A dramatic tone poem, so thick on atmosphere, I still worried toward the end about the thinness of the arc, the shallowness of its depths. Sure, I enjoyed myself but I didn’t know exactly why, or what for. But then, after the door shuts and the lights go down on the last meeting, the TV pops on and we see a few short minutes of home video footage of a young girl, hamming it up for the camera, interspersed with track scenes of shot-putters, long-jumpers and runners. We’ve been, we now realize, miles away from Mary, the tragically killed track star at the heart of their efforts.

Ultimately, the show’s relentless commitment to detail and unflagging performances succeeds as its own kind of marathon: a non-stop, perpetual motion, long and exhausting effort to honor Mary, but also, perhaps to commemorate something else that inevitably gets lost in the process, in processes, and over time.

I tried to memorize all of the words to “It’s the end of the world as we know it.” Back then, I couldn’t google the lyrics, so I wrote them on a piece of notebook paper and listened to it over and over again. Equally obsessive, “Miles for Mary” stages the mundane efforts to honor, year after year, a child’s life while also invoking another less tangible loss– the particular technological, psychological, and political zeitgeist of a moment that some of us once lived through.
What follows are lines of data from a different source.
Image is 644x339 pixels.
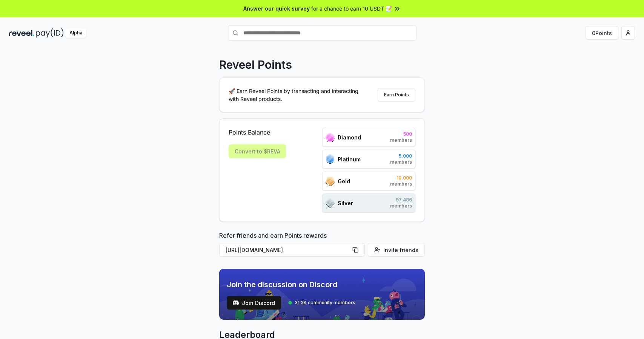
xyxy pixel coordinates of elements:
span: Invite friends [383,246,419,253]
button: [URL][DOMAIN_NAME] [219,243,365,257]
span: Platinum [338,155,361,163]
span: 10.000 [390,175,412,181]
img: discord_banner [219,269,425,319]
p: Reveel Points [219,58,292,71]
button: Invite friends [368,243,425,257]
button: 0Points [586,26,618,39]
span: Diamond [338,133,361,142]
span: Points Balance [228,128,286,137]
span: Silver [338,199,353,207]
button: Join Discord [227,296,281,309]
img: ranks_icon [326,198,335,208]
img: ranks_icon [326,154,335,164]
p: 🚀 Earn Reveel Points by transacting and interacting with Reveel products. [228,87,364,103]
span: Gold [338,177,350,185]
span: 500 [390,131,412,137]
span: for a chance to earn 10 USDT 📝 [311,5,392,12]
button: Earn Points [378,88,416,101]
span: 97.486 [390,197,412,203]
img: reveel_dark [9,28,34,38]
div: Alpha [65,28,86,38]
span: members [390,159,412,165]
span: Join Discord [242,299,275,306]
span: Answer our quick survey [243,5,310,12]
span: members [390,181,412,187]
span: 31.2K community members [295,300,355,306]
span: 5.000 [390,153,412,159]
img: ranks_icon [326,132,335,142]
div: Refer friends and earn Points rewards [219,231,425,260]
img: test [233,300,239,306]
img: ranks_icon [326,176,335,186]
span: members [390,137,412,143]
span: Join the discussion on Discord [227,279,355,290]
img: pay_id [36,28,63,38]
a: testJoin Discord [227,296,281,309]
span: members [390,203,412,209]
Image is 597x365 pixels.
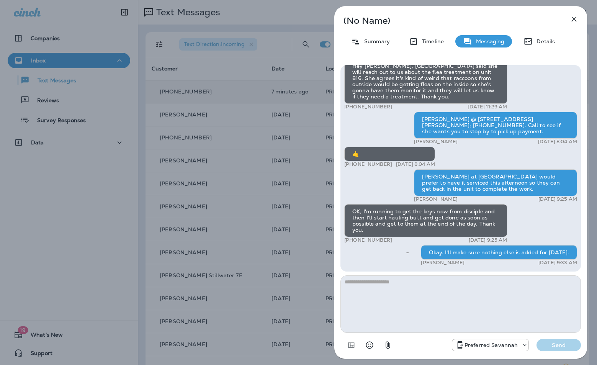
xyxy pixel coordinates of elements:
[533,38,555,44] p: Details
[344,59,508,104] div: Hey [PERSON_NAME], [GEOGRAPHIC_DATA] said she will reach out to us about the flea treatment on un...
[344,147,435,161] div: 🤙
[539,196,577,202] p: [DATE] 9:25 AM
[344,161,392,167] p: [PHONE_NUMBER]
[344,204,508,237] div: OK, I'm running to get the keys now from disciple and then I'll start hauling butt and get done a...
[472,38,505,44] p: Messaging
[361,38,390,44] p: Summary
[414,112,577,139] div: [PERSON_NAME] @ [STREET_ADDRESS][PERSON_NAME]; [PHONE_NUMBER]. Call to see if she wants you to st...
[362,338,377,353] button: Select an emoji
[421,245,577,260] div: Okay. I'll make sure nothing else is added for [DATE].
[414,139,458,145] p: [PERSON_NAME]
[418,38,444,44] p: Timeline
[414,196,458,202] p: [PERSON_NAME]
[344,237,392,243] p: [PHONE_NUMBER]
[344,18,553,24] p: (No Name)
[344,104,392,110] p: [PHONE_NUMBER]
[406,249,410,256] span: Sent
[468,104,507,110] p: [DATE] 11:29 AM
[414,169,577,196] div: [PERSON_NAME] at [GEOGRAPHIC_DATA] would prefer to have it serviced this afternoon so they can ge...
[538,139,577,145] p: [DATE] 8:04 AM
[344,338,359,353] button: Add in a premade template
[469,237,508,243] p: [DATE] 9:25 AM
[453,341,529,350] div: +1 (912) 461-3419
[539,260,577,266] p: [DATE] 9:33 AM
[421,260,465,266] p: [PERSON_NAME]
[396,161,435,167] p: [DATE] 8:04 AM
[465,342,518,348] p: Preferred Savannah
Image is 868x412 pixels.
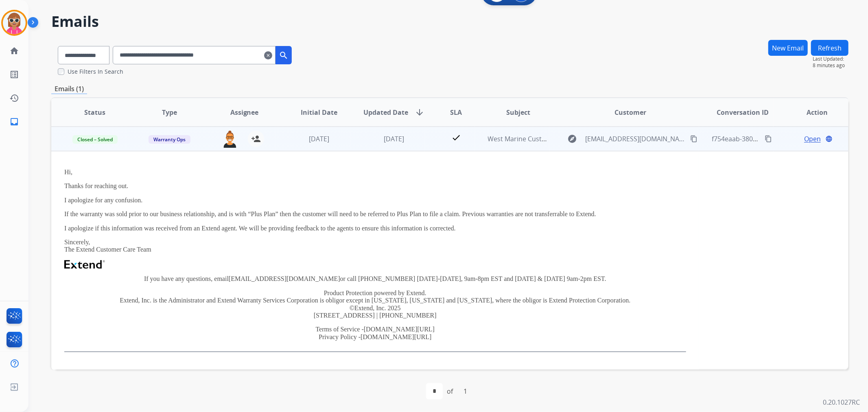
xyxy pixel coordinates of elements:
label: Use Filters In Search [67,67,123,76]
span: 8 minutes ago [813,62,849,69]
p: Terms of Service - Privacy Policy - [64,325,686,340]
span: Status [84,108,105,117]
p: Emails (1) [52,84,88,94]
p: I apologize if this information was received from an Extend agent. We will be providing feedback ... [64,225,686,232]
mat-icon: inbox [10,116,19,127]
span: f754eaab-3804-47ac-81bc-09c6a77eb469 [712,134,836,143]
mat-icon: list_alt [10,70,19,80]
img: Extend Logo [64,260,105,269]
a: [EMAIL_ADDRESS][DOMAIN_NAME] [228,275,340,282]
mat-icon: clear [264,51,272,60]
p: I apologize for any confusion. [64,197,686,204]
button: New Email [768,40,808,56]
span: Type [162,108,177,117]
a: [DOMAIN_NAME][URL] [360,333,431,340]
span: SLA [450,108,462,117]
span: [DATE] [309,134,329,143]
img: avatar [3,11,25,34]
mat-icon: explore [567,134,577,143]
p: 0.20.1027RC [822,397,860,407]
a: [DOMAIN_NAME][URL] [364,325,435,332]
div: 1 [457,383,473,399]
span: Initial Date [301,108,338,117]
span: Updated Date [363,108,408,117]
mat-icon: home [10,46,19,56]
p: Hi, [64,169,686,176]
div: of [447,386,453,396]
p: Thanks for reaching out. [64,182,686,190]
th: Action [774,98,849,127]
mat-icon: history [10,94,19,103]
span: Open [804,134,821,143]
span: Customer [614,108,647,117]
img: agent-avatar [221,130,238,148]
span: Warranty Ops [149,135,191,143]
span: West Marine Customer Warranty - previous contract [488,134,649,143]
span: Subject [507,108,530,117]
h2: Emails [52,13,849,30]
mat-icon: person_add [251,134,261,143]
p: If you have any questions, email or call [PHONE_NUMBER] [DATE]-[DATE], 9am-8pm EST and [DATE] & [... [64,275,686,283]
span: Last Updated: [813,56,849,62]
button: Refresh [811,40,849,56]
span: [DATE] [384,134,404,143]
span: Assignee [230,108,259,117]
p: Sincerely, The Extend Customer Care Team [64,239,686,254]
span: [EMAIL_ADDRESS][DOMAIN_NAME] [585,134,685,143]
p: Product Protection powered by Extend. Extend, Inc. is the Administrator and Extend Warranty Servi... [64,290,686,319]
mat-icon: arrow_downward [415,108,424,117]
p: If the warranty was sold prior to our business relationship, and is with “Plus Plan” then the cus... [64,210,686,218]
mat-icon: content_copy [765,135,772,143]
mat-icon: content_copy [690,135,697,143]
mat-icon: language [825,135,833,143]
mat-icon: check [452,133,461,143]
span: Conversation ID [717,108,769,117]
mat-icon: search [279,51,289,60]
span: Closed – Solved [73,135,117,143]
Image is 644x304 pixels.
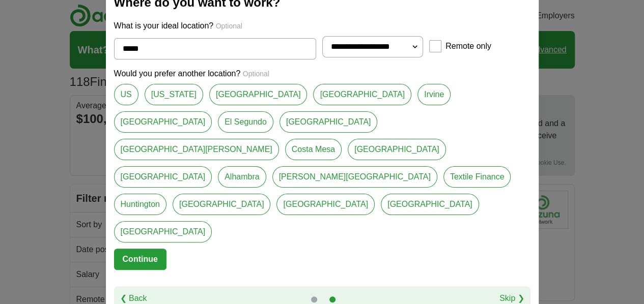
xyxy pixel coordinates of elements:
[348,139,446,160] a: [GEOGRAPHIC_DATA]
[209,84,307,105] a: [GEOGRAPHIC_DATA]
[446,40,492,52] label: Remote only
[114,167,213,188] a: [GEOGRAPHIC_DATA]
[114,112,213,133] a: [GEOGRAPHIC_DATA]
[114,139,279,160] a: [GEOGRAPHIC_DATA][PERSON_NAME]
[381,194,479,215] a: [GEOGRAPHIC_DATA]
[114,221,213,243] a: [GEOGRAPHIC_DATA]
[276,194,375,215] a: [GEOGRAPHIC_DATA]
[216,22,242,30] span: Optional
[172,194,271,215] a: [GEOGRAPHIC_DATA]
[444,167,511,188] a: Textile Finance
[280,112,378,133] a: [GEOGRAPHIC_DATA]
[285,139,342,160] a: Costa Mesa
[218,167,265,188] a: Alhambra
[114,20,530,32] p: What is your ideal location?
[313,84,411,105] a: [GEOGRAPHIC_DATA]
[145,84,203,105] a: [US_STATE]
[114,194,167,215] a: Huntington
[243,70,269,78] span: Optional
[114,248,167,270] button: Continue
[273,167,437,188] a: [PERSON_NAME][GEOGRAPHIC_DATA]
[218,112,273,133] a: El Segundo
[417,84,451,105] a: Irvine
[114,84,138,105] a: US
[114,68,530,80] p: Would you prefer another location?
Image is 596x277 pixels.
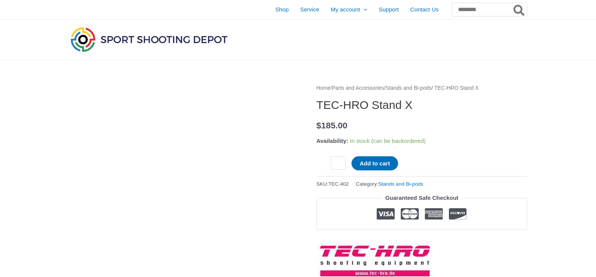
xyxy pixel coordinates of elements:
[69,25,229,53] img: Sport Shooting Depot
[331,156,346,170] input: Product quantity
[386,85,431,91] a: Stands and Bi-pods
[316,83,527,93] nav: Breadcrumb
[382,193,462,203] legend: Guaranteed Safe Checkout
[329,181,349,187] span: TEC.402
[316,138,348,144] span: Availability:
[316,121,321,130] span: $
[316,85,330,91] a: Home
[332,85,384,91] a: Parts and Accessories
[316,98,527,112] h1: TEC-HRO Stand X
[316,121,347,130] bdi: 185.00
[316,179,349,189] span: SKU:
[350,138,426,144] span: In stock (can be backordered)
[512,3,527,16] button: Search
[378,181,423,187] a: Stands and Bi-pods
[351,156,398,170] button: Add to cart
[356,179,423,189] span: Category:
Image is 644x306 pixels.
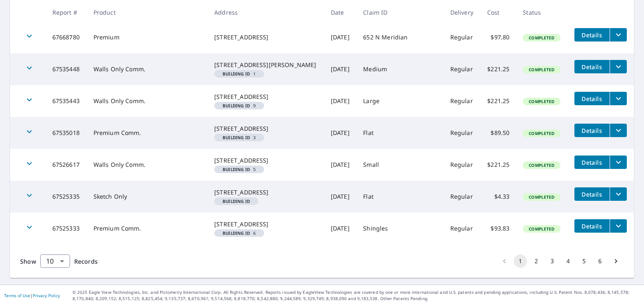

Maybe that’s why the performative political urgency of those two songs raced to mind.

The Mad Ones bring us to the precipice of the 90s— the time before the indelible experiential changes brought on by the Gulf War, Rodney King, 9/11, Facebook, orange alerts, the global financial crisis, Obama, Bin Laden, cyber terror, Trump terror, iPhone touch ID. Running a few steps beyond realism, the engrossing documentarian details bring us back so that we might feel this moment again. When perhaps, at least in hindsight, at least in our nostalgic naïve imaginations, such an earnest face-to-face commitment to a single cause, in a single room, for a single kid just might prevail.